“No,” said the earl.
“You wish she had waited till your return?”
“Yes.”
The minister looked sorry; but still he evidently had not the slightest suspicion that aught was amiss.
“You must forgive my girl,” said he. “She meant no disrespect to her dear old friend; but messages are so easily misconstrued. And then, you see, a lover’s impatience must be considered. We must excuse Captain Bruce, I think. No wonder he was eager to get our Helen.”
And the old man smiled rather sadly, and looked wistfully round the Manse parlor, whence the familiar presence had gone, and yet seemed lingering still—in her flower-stand, her little table, her work-basket; for Mr. Cardross would not have a single article moved. “She will like to see them all when she comes back again,” said he.
“And you—were you quite satisfied with the marriage?” asked the earl, making his question and the tone of it as commonplace and cautious as he could.

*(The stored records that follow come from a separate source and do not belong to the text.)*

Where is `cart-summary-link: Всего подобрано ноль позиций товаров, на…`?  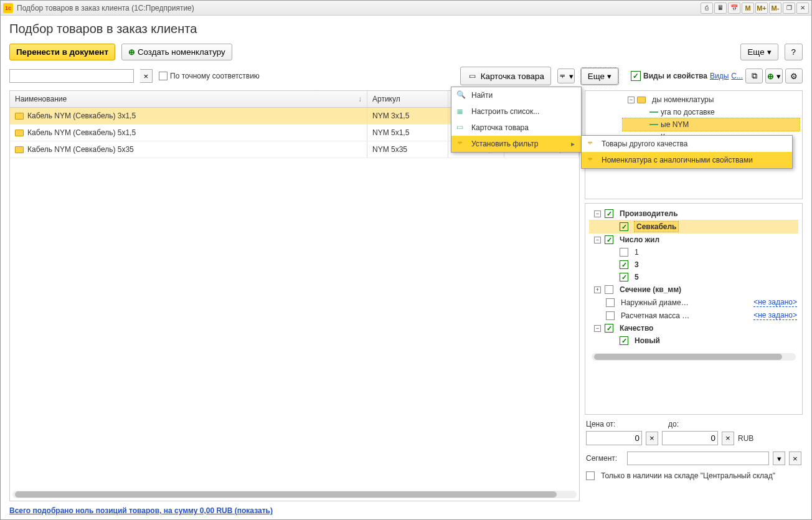
cart-summary-link: Всего подобрано ноль позиций товаров, на… is located at coordinates (141, 511).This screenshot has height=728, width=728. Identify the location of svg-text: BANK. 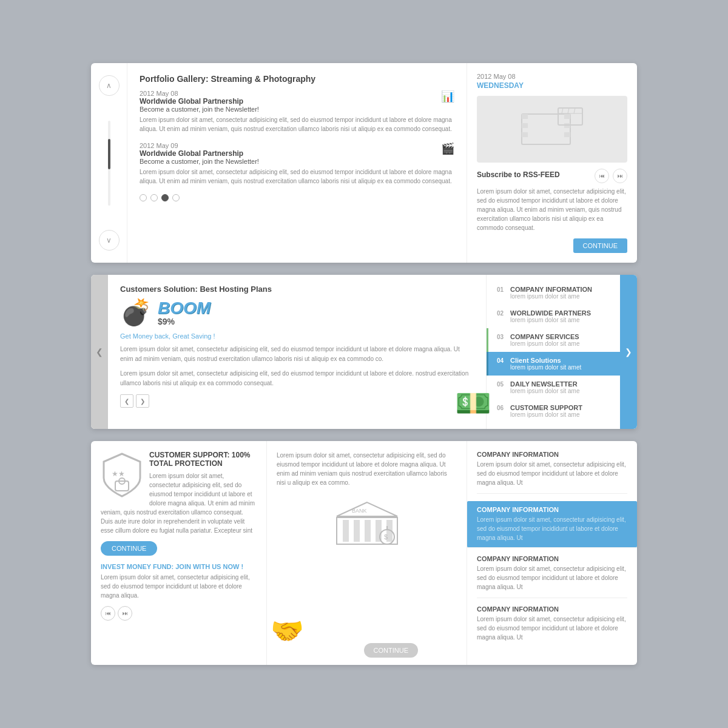
(359, 511).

“Why not? Helen loved him, and I loved Helen. Besides, my own married life was so happy; God forbid I should grudge any happiness to my children. I knew nothing but good of the lad; and you liked him too; Helen told me you had specially charged her, if ever she had an opportunity, to be kind to him.”
Lord Cairnforth almost groaned.
“Captain Bruce declared you must have said it because you knew of his attachment, which he had not had courage to express before, but had rather appeared to slight her, to hide his real feelings, until he was assured of your consent.”
The earl listened, utterly struck dumb. The lies were so plausible, so systematic, so ingeniously fitted together, that he could almost have deluded himself into supposing them truth. No wonder, then, that they had deluded simple Helen, and her even simpler and more unworldly father.
And now the cruel question presented itself, how far the father was to be undeceived?
The earl was, both by nature and circumstances, a reserved character; that is, he did not believe in the duty of every body to tell out every thing. Helen often argued with him, and even laughed at him, for this; but he only smiled silently, and held to his own opinion, taught by experience. He knew well that her life—her free open, happy life, was not like his life, and never could be. She had yet to learn that bitter but salutary self-restraint, which, if it has to suffer, often for others’ sake as well as for its own, prefers to suffer alone.
But Lord Cairnforth had learned this to the full. Otherwise, as he sat in the Manse parlor, listening patiently to Helen’s father, and in the newness and suddenness of her loss, and the strong delusion of his own fond fancy, imagining every minute he heard her step on the stair and her voice in the hall, he must have utterly broken down.
He did not do so. He maintained his righteous concealment, his noble deceit—to the very last; spending the whole evening with Mr. Cardross, and quitting him without having betrayed a word of what he dreaded—what he was almost sure of.